The effect was oddly calming. With armed men and women everywhere, she didn’t feel nervous—she felt reassured. No terrorist would be shooting up a restaurant anywhere near here. And she had to admit she felt safer in midtown Manhattan than she felt in El Paso, Texas.

Still, Brett was missing.

She’d tried his cell phone over and over. She hadn’t gotten an answer—it went straight to voice mail. That meant it was either dead, or he’d broken it. Either way, it put him out of reach. She didn’t feel too worried, not yet—she’d been through far longer without hearing from him, with him in far more violent places than New York City. But his absence did disquiet her. And his words rang in her ears: “ Don’t come to New York .”

Ellen was no detective. That had never been her specialty, never been her job. That’s why she called Bill Collier. Collier told her that they’d lost contact with Brett almost as soon as he hit New York; he’d been using his personal cell phone, and while the NSA had access to the metadata, the White House had cracked down hard on Brett. Any attempt to end-around the system would be met with severe repercussions.

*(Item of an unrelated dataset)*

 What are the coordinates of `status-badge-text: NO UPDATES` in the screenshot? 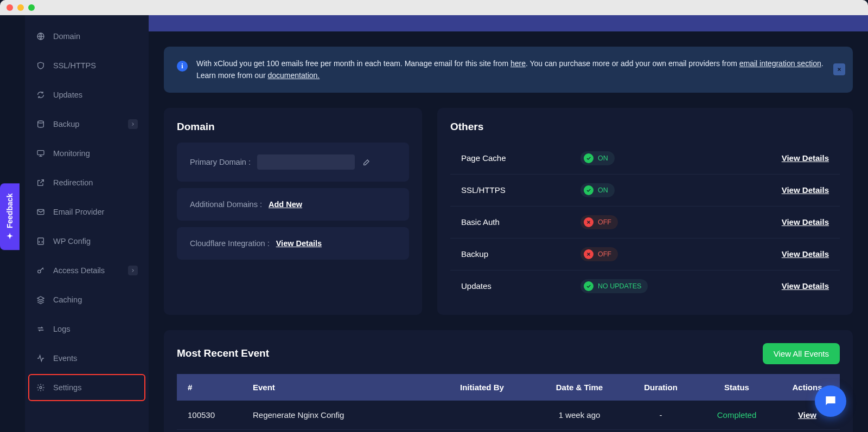 It's located at (620, 286).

Ellen, on the other hand, was Brett’s wife. And, Ellen thought, after the Dianna Kelly incident, any jealousy she evidenced would be seen as reasonable. Brett was a hot item again. Hot copy. She didn’t have much to go on in the way of gumshoe abilities, but that’s what journalists were for.

She picked up the phone and called Jack Blatch.

The thickly built, mussed-hair little man from the New York Daily News with the Coke-bottle glasses grinned at Ellen across the table. “Are you sure you don’t want a sandwich?” he asked, his face shiny with sweat. “The roast beef here is delicious.”

“I’m sure it is,” Ellen said.

“What brings you to New York again?”

“I’m here to see my husband.”

“I didn’t even know he was here.”

“Neither did I.”

Blatch whistled softly, a smile creeping across his face. “And now you, the good little wife, want me to bust him for you.”